1D
In 1532 King Henry VIII of England broke with Rome and turned against the pope. His act was equal to encouraging the Protestant Reformation.
2D
When Clovis I converted to Catholicism, he became a ‘new Constantine’, a reference to the emperor who Christianized the Roman Empire in the early 4th century.
3A
Napoleon I, emperor of the French from 1804 to 1814/15, was also known as the ‘Little Corporal’.
4D
Charles II was known as ‘the Merry Monarch’. He was the king of Great Britain and Ireland (1660–85) who was restored to the throne after years of exile during the Puritan Commonwealth.
5B
During the last years of George III’s life (from 1811), he was intermittently mad, and his son, the future George IV, acted as regent.
6B
Hirohito was emperor of Japan from 1926 until his death in 1989. He was the longest-reigning monarch in Japan’s history.
7A
George I was the first Hanoverian king of Great Britain (1714–27).
8B
King Richard II of England was induced to lay aside his crown. In January 1400 a group of his former courtiers, led by the earl of Salisbury, plotted to restore him to the throne. Their rebellion was crushed, and the former king was put to death.
9C
In 1453, Sultan Mehmed II, also known as Mehmed the Conqueror, captured Constantinople after a prolonged siege. This victory ended the Byzantine Empire and established Constantinople, later known as Istanbul, as the capital of the Ottoman Empire.
10D
Suleiman I earned the title ‘the Magnificent’ in Europe due to his military successes and the splendour of his court. In the Islamic world, he was known as ‘the Lawgiver’ for his reforms of Ottoman law, which helped standardise and strengthen the empire’s legal system.
11C
Emperor Akbar promoted religious tolerance by abolishing the jizya tax on non-Muslims and encouraging dialogue between different faiths.
12B
Shah Jahan commissioned the Taj Mahal in Agra in memory of his beloved wife Mumtaz Mahal.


**TASK INSTRUCTIONS:** What is needed is a single figure: how many lines of the records below contain the word "tree".

(Dataset entries on figures)
BEGIN
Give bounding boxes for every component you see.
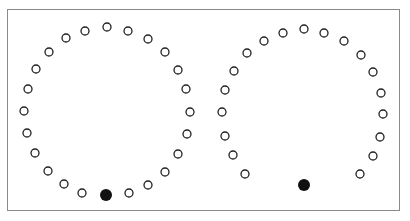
open-dot	[62, 34, 70, 42]
open-dot	[81, 27, 89, 35]
open-dot	[31, 149, 39, 157]
open-dot	[60, 180, 68, 188]
open-dot	[20, 107, 28, 115]
open-dot	[174, 66, 182, 74]
open-dot	[161, 48, 169, 56]
filled-dot	[298, 179, 310, 191]
open-dot	[183, 130, 191, 138]
open-dot	[24, 85, 32, 93]
open-dot	[377, 89, 385, 97]
right-ring	[218, 25, 387, 191]
open-dot	[161, 168, 169, 176]
open-dot	[241, 170, 249, 178]
open-dot	[376, 133, 384, 141]
left-ring	[20, 23, 194, 201]
open-dot	[320, 29, 328, 37]
open-dot	[356, 170, 364, 178]
open-dot	[300, 25, 308, 33]
open-dot	[379, 110, 387, 118]
open-dot	[369, 152, 377, 160]
open-dot	[45, 48, 53, 56]
open-dot	[144, 181, 152, 189]
open-dot	[357, 51, 365, 59]
open-dot	[23, 129, 31, 137]
open-dot	[279, 29, 287, 37]
open-dot	[369, 68, 377, 76]
open-dot	[182, 85, 190, 93]
open-dot	[78, 189, 86, 197]
open-dot	[124, 27, 132, 35]
open-dot	[218, 108, 226, 116]
open-dot	[44, 167, 52, 175]
open-dot	[340, 37, 348, 45]
open-dot	[144, 35, 152, 43]
open-dot	[230, 67, 238, 75]
open-dot	[32, 65, 40, 73]
open-dot	[229, 151, 237, 159]
open-dot	[243, 49, 251, 57]
open-dot	[260, 37, 268, 45]
filled-dot	[100, 189, 112, 201]
open-dot	[221, 86, 229, 94]
dot-rings-diagram	[0, 0, 410, 221]
open-dot	[103, 23, 111, 31]
open-dot	[186, 108, 194, 116]
open-dot	[174, 150, 182, 158]
open-dot	[125, 189, 133, 197]
open-dot	[221, 132, 229, 140]
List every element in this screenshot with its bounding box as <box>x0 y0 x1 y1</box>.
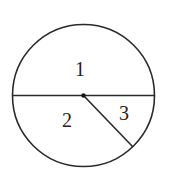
region-label-3: 3 <box>119 102 129 124</box>
region-label-1: 1 <box>75 58 85 80</box>
divided-circle-diagram: 1 2 3 <box>0 0 173 183</box>
center-point <box>81 93 85 97</box>
region-label-2: 2 <box>62 109 72 131</box>
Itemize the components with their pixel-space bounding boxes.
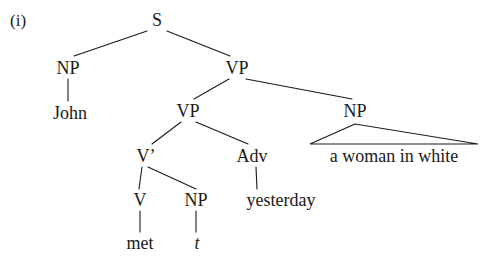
branch-vp-outer-to-np-object [246,79,352,99]
branch-s-to-np-subject [74,31,147,56]
node-np-object: NP [343,102,366,120]
tree-branch-layer [0,0,492,267]
terminal-john: John [53,104,87,122]
node-v: V [134,191,147,209]
branch-s-to-vp-outer [167,31,230,56]
terminal-met: met [127,234,154,252]
syntax-tree-figure: (i) S NP John VP VP NP V’ Adv a woman in… [0,0,492,267]
node-vp-inner: VP [176,102,199,120]
np-object-triangle [310,124,478,144]
branch-v-bar-to-np-trace [148,167,196,189]
terminal-yesterday: yesterday [247,191,316,209]
example-enumerator: (i) [10,12,26,29]
node-s: S [152,11,162,29]
terminal-trace: t [194,234,199,252]
node-vp-outer: VP [225,59,248,77]
node-np-trace: NP [184,191,207,209]
terminal-a-woman-in-white: a woman in white [330,147,458,165]
branch-vp-outer-to-vp-inner [194,79,229,99]
node-np-subject: NP [56,59,79,77]
branch-adv-to-yesterday [256,167,257,189]
node-v-bar: V’ [137,147,156,165]
node-adv: Adv [237,147,268,165]
branch-v-bar-to-v [139,167,142,189]
branch-vp-inner-to-adv [196,122,248,144]
branch-vp-inner-to-v-bar [152,122,181,144]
END
**RESULT OF THIS EXERCISE:** 2